I want to add just a couple of brief points…
If you look at the list of winners of Nobels for Literature, you will notice that they come from all over the world.
If you look at the Peace Prizes, they are also from all over, though U.S. recepients are quite frequent probably due to the fact that the US, as a country with a huge military which it is quite willing to use, is in the position to affect where and when the wars start and where and when they end. Often those decisions are disastrous, but sometimes they are a force for good and the US leaders behind those decisions deserve the prize.

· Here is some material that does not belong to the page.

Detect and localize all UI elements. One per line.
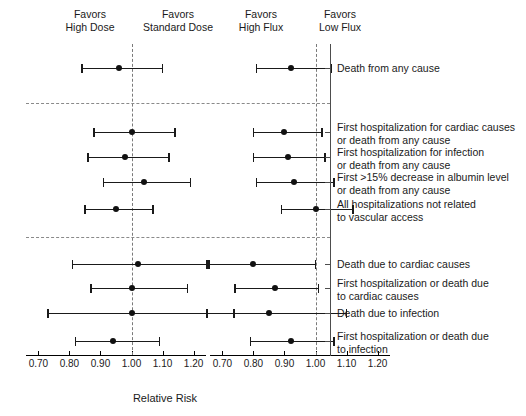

The science prizes are mainly going to Americans and Europeans. This, in my mind, is not due to inherent superiority of scientists in these places, but due to difficulties facing scientists elsewhere. Especially for disciplines awarded by the Nobel committee – physics, chemistry, biomedical research – there is a necessity for quite a lot of space, money, infrastructure, equipment, state support, national science tradition, institutional memory, network of qualified collaborators and access to literature, none of which is readily available to scientists in developing countries. If the prizes were awarded for mathematics, non-medical areas of biology or archeology, for instance, I bet there would be many more recipients from other places, as at least some areas of such research can be done by individuals with minimal need for support, infrastructure and funds.
Let’s start with literature. If your library cannot afford subscriptions to any journals, as just subscription to Science and Nature exceeds entire annual operating budget, your research will be based on 40-year old hand-me-down textbooks, not on last week’s cutting-edge papers, thus your research is outdated and perhaps flawed even before you start doing it! Forget Nobel – you are doomed to mediocrity no matter how brilliant you may be. You know my solution to this problem: Open Access.
There are about 180 countries in the world (depends who is counting).
There are three science prizes every year, with potentially a total of nine recepients.
In an ideal world, each country would expect, on average (180/9 = 20) to have a science Nobel laureate once every 20 years. This would not mean that US science has gone down the drain, but that science has really became global as it should be. I can’t wait for this to happen.